If something nefarious were going to occur in the universe, it seems appropriate that it would come from a star named EK Draconis in the constellation Draco. That seems to be exactly what happened 111 light-years away from Earth last year when the distant star was observed to have ejected a massive burst of energy, charging particles much more powerfully than scientists have ever observed from a Sun-like star.
A study from a research group led by Kosuke Namekata and Hiroyuki Maehara at the National Astronomical Observatory of Japan (NAOJ) has been observing the young solar-type star using several satellites and telescopes, including the 3.8-meter Seimei Telescope in western Japan and NASA’s Transiting Exoplanet Survey Satellite (TESS). The researchers observed EK Draconis for 32 nights in the winter and spring of 2020. On April 5, the team got lucky as they looked on while the star erupted.
What they observed was a superflare the size of which could scorch our own Sun’s orbiting planets if something similar currently happened in the solar system. In their study, the researchers found evidence of a coronal mass ejection, an eruption of a supermassive filament of plasma gas so hot that it breaks down into ions and electrons. This filament was large too, ten times more massive than any mass ejection ever recorded on the Sun. The monster ejection was caught speeding at 500 km / sec (roughly a million miles per hour).
“Coronal mass ejections can have a serious impact on Earth and human society,” said Yuta Notsu, a research associate at the Laboratory for Atmospheric and Space Physics at Colorado University, Boulder, and the U.S. National Solar Observatory, who worked on the project. “This kind of big mass ejection could, theoretically, also occur on our sun. This observation may help us to better understand how similar events may have affected Earth and even Mars over billions of years.”
Coronal mass ejections often come right after a star lets loose a flare, or a sudden and bright burst of radiation that can extend far out into space. Recent research has suggested that on our Sun, this sequence of events may be relatively sedate, at least so far as scientists have observed. In 2019, for example, Notsu and his colleagues published a study that showed that young sun-like stars around the galaxy seem to experience frequent superflares — like our own solar flares but tens or even hundreds of times more powerful. Technically, this type of superflare could happen here, but isn’t something that should keep one up at night. Such an event might happen maybe once every several thousand years or so.
The researchers believe that such hot, high-speed filaments most likely happen in younger stars. In fact, if such a thing happened in our solar system during its infant years, it could have helped shape Earth and Mars into what they look like today.
“The atmosphere of present-day Mars is very thin compared to Earth’s,” Notsu said. “In the past, we think that Mars had a much thicker atmosphere. Coronal mass ejections may help us to understand what happened to the planet over billions of years.”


## Problem statement
Line by line, transcribe the listing below without omission.

## Exercise material
———

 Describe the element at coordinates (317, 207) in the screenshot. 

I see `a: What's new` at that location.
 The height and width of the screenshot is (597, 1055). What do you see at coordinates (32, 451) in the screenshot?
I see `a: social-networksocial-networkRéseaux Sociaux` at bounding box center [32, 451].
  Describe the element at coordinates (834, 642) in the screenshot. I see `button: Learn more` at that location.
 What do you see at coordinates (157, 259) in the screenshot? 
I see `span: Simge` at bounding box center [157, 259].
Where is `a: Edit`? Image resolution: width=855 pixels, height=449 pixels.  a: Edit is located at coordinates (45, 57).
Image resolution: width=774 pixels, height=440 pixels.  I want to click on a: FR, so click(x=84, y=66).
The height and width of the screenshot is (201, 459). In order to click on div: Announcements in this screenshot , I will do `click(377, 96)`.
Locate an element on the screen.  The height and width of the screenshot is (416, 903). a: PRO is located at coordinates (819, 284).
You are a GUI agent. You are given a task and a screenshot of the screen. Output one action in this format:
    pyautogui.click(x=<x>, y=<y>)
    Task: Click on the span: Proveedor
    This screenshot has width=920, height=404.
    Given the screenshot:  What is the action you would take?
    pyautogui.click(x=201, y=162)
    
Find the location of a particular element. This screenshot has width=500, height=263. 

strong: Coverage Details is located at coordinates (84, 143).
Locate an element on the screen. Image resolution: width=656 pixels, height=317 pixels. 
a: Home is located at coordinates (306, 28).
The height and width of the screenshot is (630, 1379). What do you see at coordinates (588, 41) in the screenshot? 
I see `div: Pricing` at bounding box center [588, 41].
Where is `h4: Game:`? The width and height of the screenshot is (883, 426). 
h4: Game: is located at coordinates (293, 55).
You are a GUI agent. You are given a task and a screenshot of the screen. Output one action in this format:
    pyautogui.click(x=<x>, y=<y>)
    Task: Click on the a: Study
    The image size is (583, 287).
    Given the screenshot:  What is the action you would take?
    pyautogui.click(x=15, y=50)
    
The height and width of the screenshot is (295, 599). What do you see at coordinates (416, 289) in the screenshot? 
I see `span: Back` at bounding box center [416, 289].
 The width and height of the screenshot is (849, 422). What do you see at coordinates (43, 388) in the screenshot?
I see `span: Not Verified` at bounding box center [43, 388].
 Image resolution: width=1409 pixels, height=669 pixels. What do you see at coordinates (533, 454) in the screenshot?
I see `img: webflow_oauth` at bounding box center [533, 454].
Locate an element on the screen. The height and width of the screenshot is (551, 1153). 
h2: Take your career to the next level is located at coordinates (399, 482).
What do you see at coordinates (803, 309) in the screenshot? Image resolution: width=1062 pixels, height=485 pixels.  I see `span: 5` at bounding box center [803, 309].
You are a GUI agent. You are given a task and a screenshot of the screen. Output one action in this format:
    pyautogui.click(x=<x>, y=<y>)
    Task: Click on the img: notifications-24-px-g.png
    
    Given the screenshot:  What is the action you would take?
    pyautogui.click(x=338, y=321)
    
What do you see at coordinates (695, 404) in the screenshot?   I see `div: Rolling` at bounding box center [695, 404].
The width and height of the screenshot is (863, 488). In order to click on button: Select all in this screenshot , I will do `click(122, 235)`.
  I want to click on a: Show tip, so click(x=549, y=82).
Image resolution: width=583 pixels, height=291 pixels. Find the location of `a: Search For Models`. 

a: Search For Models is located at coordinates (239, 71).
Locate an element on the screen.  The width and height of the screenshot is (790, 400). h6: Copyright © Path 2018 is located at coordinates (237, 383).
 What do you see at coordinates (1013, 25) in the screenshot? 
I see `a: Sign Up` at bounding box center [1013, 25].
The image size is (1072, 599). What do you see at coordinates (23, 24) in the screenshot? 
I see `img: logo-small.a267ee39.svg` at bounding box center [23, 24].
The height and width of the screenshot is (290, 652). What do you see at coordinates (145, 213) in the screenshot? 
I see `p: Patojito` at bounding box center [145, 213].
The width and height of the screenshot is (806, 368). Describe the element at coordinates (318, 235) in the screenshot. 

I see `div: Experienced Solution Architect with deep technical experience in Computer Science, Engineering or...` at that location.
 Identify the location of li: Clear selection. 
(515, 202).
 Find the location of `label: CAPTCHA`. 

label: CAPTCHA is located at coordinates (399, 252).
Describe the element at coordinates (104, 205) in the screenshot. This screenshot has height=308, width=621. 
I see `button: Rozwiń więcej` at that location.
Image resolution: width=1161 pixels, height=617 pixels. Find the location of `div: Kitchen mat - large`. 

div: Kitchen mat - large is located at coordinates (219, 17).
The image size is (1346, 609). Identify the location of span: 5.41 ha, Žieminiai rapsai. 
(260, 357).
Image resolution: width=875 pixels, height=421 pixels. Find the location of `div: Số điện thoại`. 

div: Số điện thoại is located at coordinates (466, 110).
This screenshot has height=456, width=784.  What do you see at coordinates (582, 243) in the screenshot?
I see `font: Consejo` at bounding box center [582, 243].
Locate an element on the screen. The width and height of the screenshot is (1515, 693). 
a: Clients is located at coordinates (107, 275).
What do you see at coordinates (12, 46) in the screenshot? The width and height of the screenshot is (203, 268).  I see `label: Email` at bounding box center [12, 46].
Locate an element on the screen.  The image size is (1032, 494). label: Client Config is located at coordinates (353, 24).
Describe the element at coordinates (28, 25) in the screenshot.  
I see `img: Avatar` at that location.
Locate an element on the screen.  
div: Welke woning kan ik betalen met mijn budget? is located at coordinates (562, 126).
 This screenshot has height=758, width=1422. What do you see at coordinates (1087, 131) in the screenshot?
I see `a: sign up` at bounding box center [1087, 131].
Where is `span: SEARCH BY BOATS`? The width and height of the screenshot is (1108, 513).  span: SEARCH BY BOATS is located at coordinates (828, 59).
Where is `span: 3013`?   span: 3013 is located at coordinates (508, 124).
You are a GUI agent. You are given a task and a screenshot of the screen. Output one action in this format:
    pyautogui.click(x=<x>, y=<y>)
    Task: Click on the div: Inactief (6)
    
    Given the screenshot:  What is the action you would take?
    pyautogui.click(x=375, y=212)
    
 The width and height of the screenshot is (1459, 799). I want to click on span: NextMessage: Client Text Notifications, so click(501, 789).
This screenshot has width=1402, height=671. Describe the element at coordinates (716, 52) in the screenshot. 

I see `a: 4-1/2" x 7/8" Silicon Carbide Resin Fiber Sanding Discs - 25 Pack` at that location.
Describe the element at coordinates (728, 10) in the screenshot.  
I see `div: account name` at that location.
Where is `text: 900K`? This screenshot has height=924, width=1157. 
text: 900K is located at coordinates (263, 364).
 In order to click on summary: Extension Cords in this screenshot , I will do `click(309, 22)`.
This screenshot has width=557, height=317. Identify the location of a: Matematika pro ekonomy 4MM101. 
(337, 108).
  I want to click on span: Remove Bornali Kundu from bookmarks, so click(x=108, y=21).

———

## Response to this exercise
 Describe the element at coordinates (317, 207) in the screenshot. 

I see `a: What's new` at that location.
 The height and width of the screenshot is (597, 1055). What do you see at coordinates (32, 451) in the screenshot?
I see `a: social-networksocial-networkRéseaux Sociaux` at bounding box center [32, 451].
  Describe the element at coordinates (834, 642) in the screenshot. I see `button: Learn more` at that location.
 What do you see at coordinates (157, 259) in the screenshot? 
I see `span: Simge` at bounding box center [157, 259].
Where is `a: Edit`? Image resolution: width=855 pixels, height=449 pixels.  a: Edit is located at coordinates (45, 57).
Image resolution: width=774 pixels, height=440 pixels.  I want to click on a: FR, so click(x=84, y=66).
The height and width of the screenshot is (201, 459). In order to click on div: Announcements in this screenshot , I will do `click(377, 96)`.
Locate an element on the screen.  The height and width of the screenshot is (416, 903). a: PRO is located at coordinates (819, 284).
You are a GUI agent. You are given a task and a screenshot of the screen. Output one action in this format:
    pyautogui.click(x=<x>, y=<y>)
    Task: Click on the span: Proveedor
    This screenshot has width=920, height=404.
    Given the screenshot:  What is the action you would take?
    pyautogui.click(x=201, y=162)
    
Find the location of a particular element. This screenshot has width=500, height=263. 

strong: Coverage Details is located at coordinates (84, 143).
Locate an element on the screen. Image resolution: width=656 pixels, height=317 pixels. 
a: Home is located at coordinates (306, 28).
The height and width of the screenshot is (630, 1379). What do you see at coordinates (588, 41) in the screenshot? 
I see `div: Pricing` at bounding box center [588, 41].
Where is `h4: Game:`? The width and height of the screenshot is (883, 426). 
h4: Game: is located at coordinates (293, 55).
You are a GUI agent. You are given a task and a screenshot of the screen. Output one action in this format:
    pyautogui.click(x=<x>, y=<y>)
    Task: Click on the a: Study
    The image size is (583, 287).
    Given the screenshot:  What is the action you would take?
    pyautogui.click(x=15, y=50)
    
The height and width of the screenshot is (295, 599). What do you see at coordinates (416, 289) in the screenshot? 
I see `span: Back` at bounding box center [416, 289].
 The width and height of the screenshot is (849, 422). What do you see at coordinates (43, 388) in the screenshot?
I see `span: Not Verified` at bounding box center [43, 388].
 Image resolution: width=1409 pixels, height=669 pixels. What do you see at coordinates (533, 454) in the screenshot?
I see `img: webflow_oauth` at bounding box center [533, 454].
Locate an element on the screen. The height and width of the screenshot is (551, 1153). 
h2: Take your career to the next level is located at coordinates (399, 482).
What do you see at coordinates (803, 309) in the screenshot? Image resolution: width=1062 pixels, height=485 pixels.  I see `span: 5` at bounding box center [803, 309].
You are a GUI agent. You are given a task and a screenshot of the screen. Output one action in this format:
    pyautogui.click(x=<x>, y=<y>)
    Task: Click on the img: notifications-24-px-g.png
    
    Given the screenshot:  What is the action you would take?
    pyautogui.click(x=338, y=321)
    
What do you see at coordinates (695, 404) in the screenshot?   I see `div: Rolling` at bounding box center [695, 404].
The width and height of the screenshot is (863, 488). In order to click on button: Select all in this screenshot , I will do `click(122, 235)`.
  I want to click on a: Show tip, so click(x=549, y=82).
Image resolution: width=583 pixels, height=291 pixels. Find the location of `a: Search For Models`. 

a: Search For Models is located at coordinates (239, 71).
Locate an element on the screen.  The width and height of the screenshot is (790, 400). h6: Copyright © Path 2018 is located at coordinates (237, 383).
 What do you see at coordinates (1013, 25) in the screenshot? 
I see `a: Sign Up` at bounding box center [1013, 25].
The image size is (1072, 599). What do you see at coordinates (23, 24) in the screenshot? 
I see `img: logo-small.a267ee39.svg` at bounding box center [23, 24].
The height and width of the screenshot is (290, 652). What do you see at coordinates (145, 213) in the screenshot? 
I see `p: Patojito` at bounding box center [145, 213].
The width and height of the screenshot is (806, 368). Describe the element at coordinates (318, 235) in the screenshot. 

I see `div: Experienced Solution Architect with deep technical experience in Computer Science, Engineering or...` at that location.
 Identify the location of li: Clear selection. 
(515, 202).
 Find the location of `label: CAPTCHA`. 

label: CAPTCHA is located at coordinates (399, 252).
Describe the element at coordinates (104, 205) in the screenshot. This screenshot has height=308, width=621. 
I see `button: Rozwiń więcej` at that location.
Image resolution: width=1161 pixels, height=617 pixels. Find the location of `div: Kitchen mat - large`. 

div: Kitchen mat - large is located at coordinates (219, 17).
The image size is (1346, 609). Identify the location of span: 5.41 ha, Žieminiai rapsai. 
(260, 357).
Image resolution: width=875 pixels, height=421 pixels. Find the location of `div: Số điện thoại`. 

div: Số điện thoại is located at coordinates (466, 110).
This screenshot has height=456, width=784.  What do you see at coordinates (582, 243) in the screenshot?
I see `font: Consejo` at bounding box center [582, 243].
Locate an element on the screen. The width and height of the screenshot is (1515, 693). 
a: Clients is located at coordinates (107, 275).
What do you see at coordinates (12, 46) in the screenshot? The width and height of the screenshot is (203, 268).  I see `label: Email` at bounding box center [12, 46].
Locate an element on the screen.  The image size is (1032, 494). label: Client Config is located at coordinates (353, 24).
Describe the element at coordinates (28, 25) in the screenshot.  
I see `img: Avatar` at that location.
Locate an element on the screen.  
div: Welke woning kan ik betalen met mijn budget? is located at coordinates (562, 126).
 This screenshot has height=758, width=1422. What do you see at coordinates (1087, 131) in the screenshot?
I see `a: sign up` at bounding box center [1087, 131].
Where is `span: SEARCH BY BOATS`? The width and height of the screenshot is (1108, 513).  span: SEARCH BY BOATS is located at coordinates (828, 59).
Where is `span: 3013`?   span: 3013 is located at coordinates (508, 124).
You are a GUI agent. You are given a task and a screenshot of the screen. Output one action in this format:
    pyautogui.click(x=<x>, y=<y>)
    Task: Click on the div: Inactief (6)
    
    Given the screenshot:  What is the action you would take?
    pyautogui.click(x=375, y=212)
    
 The width and height of the screenshot is (1459, 799). I want to click on span: NextMessage: Client Text Notifications, so click(501, 789).
This screenshot has width=1402, height=671. Describe the element at coordinates (716, 52) in the screenshot. 

I see `a: 4-1/2" x 7/8" Silicon Carbide Resin Fiber Sanding Discs - 25 Pack` at that location.
Describe the element at coordinates (728, 10) in the screenshot.  
I see `div: account name` at that location.
Where is `text: 900K`? This screenshot has height=924, width=1157. 
text: 900K is located at coordinates (263, 364).
 In order to click on summary: Extension Cords in this screenshot , I will do `click(309, 22)`.
This screenshot has width=557, height=317. Identify the location of a: Matematika pro ekonomy 4MM101. 
(337, 108).
  I want to click on span: Remove Bornali Kundu from bookmarks, so click(x=108, y=21).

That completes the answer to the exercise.